Scanning and Skimming Exercises
Scanning and Skimming Exercises
Scanning and Skimming Exercises
students were asked about their experience of how history is taught at the outset of their degree
programme. It quickly became clear that teaching methods in school were pretty staid.
About 30 per cent of respondents claimed to have made significant use of primary sources (few
felt very confident in handling them) and this had mostly been in connection with project work.
Only 16 per cent had used video/audio; 2 per cent had experienced field trips and less than 1 per
cent had engaged in role-play.
Dr Booth found students and teachers were frequently restricted by the assessment style which
remains dominated by exams. These put obstacles in the way of more adventurous teaching and
active learning, he said. Of the students in the survey just 13 per cent felt their A-level course had
prepared them very well for work at university. Three-quarters felt it had prepared them fairly
well.
One typical comment sums up the contrasting approach: "At A-level we tended to be spoon-fed
with dictated notes and if we were told to do any background reading (which was rare) we were
told exactly which pages to read out of the book".

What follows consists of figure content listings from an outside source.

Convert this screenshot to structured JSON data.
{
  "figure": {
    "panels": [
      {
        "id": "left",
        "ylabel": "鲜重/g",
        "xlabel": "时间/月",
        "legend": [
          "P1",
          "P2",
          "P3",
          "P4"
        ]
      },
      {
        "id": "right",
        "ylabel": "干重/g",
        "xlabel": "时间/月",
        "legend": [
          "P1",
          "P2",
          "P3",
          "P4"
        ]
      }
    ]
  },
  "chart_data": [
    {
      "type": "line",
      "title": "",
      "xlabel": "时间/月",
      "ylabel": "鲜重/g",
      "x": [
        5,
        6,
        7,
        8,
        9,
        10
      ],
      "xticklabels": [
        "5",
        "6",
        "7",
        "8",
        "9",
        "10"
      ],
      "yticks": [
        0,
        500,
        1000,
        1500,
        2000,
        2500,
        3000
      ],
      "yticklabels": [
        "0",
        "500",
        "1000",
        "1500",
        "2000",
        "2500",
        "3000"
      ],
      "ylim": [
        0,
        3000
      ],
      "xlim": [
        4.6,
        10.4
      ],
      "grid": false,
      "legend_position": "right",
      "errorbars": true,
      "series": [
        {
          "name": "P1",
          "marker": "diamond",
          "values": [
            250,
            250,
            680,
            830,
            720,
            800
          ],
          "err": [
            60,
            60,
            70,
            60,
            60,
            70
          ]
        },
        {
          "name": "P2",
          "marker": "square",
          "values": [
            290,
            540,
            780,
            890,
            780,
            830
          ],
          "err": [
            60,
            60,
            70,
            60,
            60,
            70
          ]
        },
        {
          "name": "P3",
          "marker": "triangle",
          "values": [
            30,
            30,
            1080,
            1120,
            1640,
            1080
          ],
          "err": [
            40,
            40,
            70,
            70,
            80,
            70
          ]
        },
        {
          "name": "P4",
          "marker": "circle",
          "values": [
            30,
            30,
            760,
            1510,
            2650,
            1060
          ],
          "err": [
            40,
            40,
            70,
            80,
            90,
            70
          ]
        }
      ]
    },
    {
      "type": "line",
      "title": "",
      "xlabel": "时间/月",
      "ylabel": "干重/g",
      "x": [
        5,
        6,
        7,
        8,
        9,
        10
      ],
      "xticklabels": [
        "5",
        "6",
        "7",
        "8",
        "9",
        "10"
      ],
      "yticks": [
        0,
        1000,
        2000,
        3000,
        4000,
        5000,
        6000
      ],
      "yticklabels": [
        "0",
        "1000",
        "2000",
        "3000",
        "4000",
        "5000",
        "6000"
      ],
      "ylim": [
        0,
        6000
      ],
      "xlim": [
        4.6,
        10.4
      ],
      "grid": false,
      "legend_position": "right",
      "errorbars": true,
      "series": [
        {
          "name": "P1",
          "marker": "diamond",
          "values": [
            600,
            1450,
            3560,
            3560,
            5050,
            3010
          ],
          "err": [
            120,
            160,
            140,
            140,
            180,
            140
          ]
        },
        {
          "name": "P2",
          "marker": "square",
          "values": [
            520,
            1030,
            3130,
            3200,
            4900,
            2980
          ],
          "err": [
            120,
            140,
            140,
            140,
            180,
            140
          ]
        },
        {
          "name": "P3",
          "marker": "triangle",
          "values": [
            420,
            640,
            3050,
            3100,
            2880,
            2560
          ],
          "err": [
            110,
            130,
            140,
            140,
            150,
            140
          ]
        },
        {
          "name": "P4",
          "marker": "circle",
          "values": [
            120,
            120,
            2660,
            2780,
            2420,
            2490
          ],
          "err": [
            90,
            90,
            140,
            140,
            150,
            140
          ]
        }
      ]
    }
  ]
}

To test this further the students were asked how well they were prepared in specific skills central
to degree level history study. The answers reveal that the students felt most confident at taking
notes from lectures and organising their notes. They were least able to give an oral presentation
and there was no great confidence in contributing to seminars, knowing how much to read, using
primary sources and searching for texts. Even reading and taking notes from a book were often
problematic. Just 6 per cent of the sample said they felt competent at writing essays, the staple A
level assessment activity.
The personal influence of the teacher was paramount. In fact individual teachers were the centre
of students' learning at A level with some 86 per cent of respondents reporting that their teachers
had been more influential in their development as historians than the students' own reading and
thinking.
The ideal teacher turned out to be someone who was enthusiastic about the subject; a good clear
communicator who encouraged discussion. The ideal teacher was able to develop students
involvement and independence. He or she was approachable and willing to help. The bad
teacher, according to the survey, dictates notes and allows no room for discussion. He or she
makes students learn strings of facts; appears uninterested in the subject and fails to listen to
other points of view.
No matter how poor the students judged their preparedness for degree-level study, however, there
was a fairly widespread optimism that the experience would change them significantly,
particularly in terms of their open mindedness and ability to cope with people.
But it was clear, Dr Booth said, that the importance attached by many departments to third-year
teaching could be misplaced. "Very often tutors regard the third year as the crucial time, allowing
postgraduates to do a lot of the earlier teaching. But I am coming to the conclusion that the first
year at university is the critical point of intervention".
Alison Utley, Times Higher Education Supplement. February 6th, 1998.
is several orders of magnitude shorter. This conclusion follows from comparing properties 1
through 4 with the similar properties of visible light, but it was actually postulated by Thomson
several years before all these properties were known. Thomson argued that X-rays are
electromagnetic radiation because such radiation would be expected to be emitted from the point
at which the electrons strike the wall of a cathode ray tube. At this point, the electrons suffer very
violent accelerations in coming to a stop and, according to classical electromagnetic theory, all
accelerated charged particles emit electromagnetic radiations. We shall see later that this
explanation of the production of X-rays is at least partially correct.
In common with other electromagnetic radiations, X-rays exhibit particle-like aspects as well as
wave-like aspects. The reader will recall that the Compton effect, which is one of the most
convincing demonstrations of the existence of quanta, was originally observed with
electromagnetic radiation in the X-ray region of wavelengths.
an actor. That is part of the technique of teaching, which demands that every now and then a
teacher should be able to put on an act - to enliven a lesson, correct a fault, or award praise.
Children, especially young children, live in a world that is rather larger than life.
A teacher must remain mentally alert. He will not get into the profession if of low intelligence,
but it is all too easy, even for people of above-average intelligence, to stagnate intellectually and that means to deteriorate intellectually. A teacher must be quick to adapt himself to any
situation, however improbable and able to improvise, if necessary at less than a moment's notice.
(Here I should stress that I use 'he' and 'his' throughout the book simply as a matter of convention
and convenience.)
On the other hand, a teacher must be capable of infinite patience. This, I may say, is largely a
matter of self-discipline and self-training; we are none of us born like that. He must be pretty
resilient; teaching makes great demands on nervous energy. And he should be able to take in his
stride the innumerable petty irritations any adult dealing with children has to endure.
Finally, I think a teacher should have the kind of mind which always wants to go on learning.
Teaching is a job at which one will never be perfect; there is always something more to learn
about it. There are three principal objects of study: the subject, or subjects, which the teacher is
teaching; the methods by which they can best be taught to the particular pupils in the classes he
is teaching; and - by far the most important - the children, young people, or adults to whom they
are to be taught. The two cardinal principles of British education today are that education is
education of the whole person, and that it is best acquired through full and active co-operation
between two persons, the teacher and the learner.